By Ishaya Ibrahim
A book titled End of Time – Prophesies and Predictions published in 2008 had almost accurately predicted the outbreak of the Coronavirus twelve years ago.
According to Newsweek, the author, Sylvia Browne, was a repeatedly debunked psychic.
She, however, got the Coronavirus prediction right on page 312 of her book.
Kim Kardashian West tweeted the prediction last week, which has become one of the most widely shared post.
“In around 2020 a severe pneumonia-like illness will spread throughout the globe, attacking the lungs and the bronchial tubes and resisting all known treatments. Almost more baffling than the illness itself will be the fact that it will suddenly vanish as quickly as it arrived, attack again ten years later, and then disappear completely.”
The description Browne provided was accurately that of Coronavirus, and more shockingly is the fact that she got the year right.
After Kardashian’s tweet of the book, its sales has surged in ebook sales on Amazon, climbing the top 10 bestselling Kindle ebooks in both the U.S. and U.K.
The Newsweek has, however, compiled 27 of her previous false predictions even though she appeared to have gotten the Coronavirus right.
Among the false predictions are: The US stock market would not exist by 2020, most upscale homes would have robots by 2015 and that Pope Benedict would be the final pope.
“That’s how to know Satan’s inspired prophesies. They get some right. But the remaining are never accurate.
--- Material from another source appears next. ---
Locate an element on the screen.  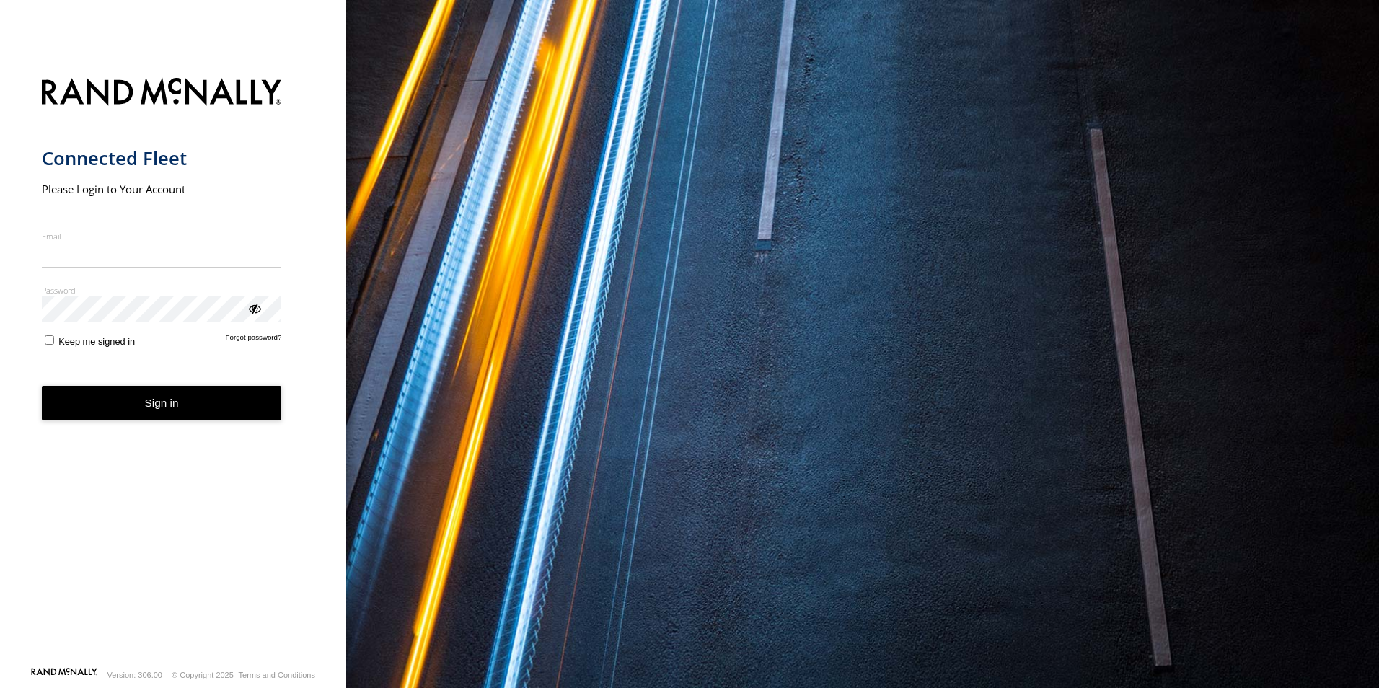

But God’s inspired prophesies can never fail,” a pastor said while reacting to Browne’s prediction.
According to the Newsweek, Browne, who died in 2013 at the age of 77, claimed to have started seeing psychic visions and premonitions at the age of five, but started performing psychic readings professionally in 1974.
The magazine said that in 1986, she started her own church, the Society of Novus Spiritus, which promoted reincarnation and belief in a dual Mother and Father god, alongside more than 20 tenets, including, “We believe that Our Lord was crucified but did not die on the cross and went on to live out His life in France with his mother and Mary Magdalene, his wife.”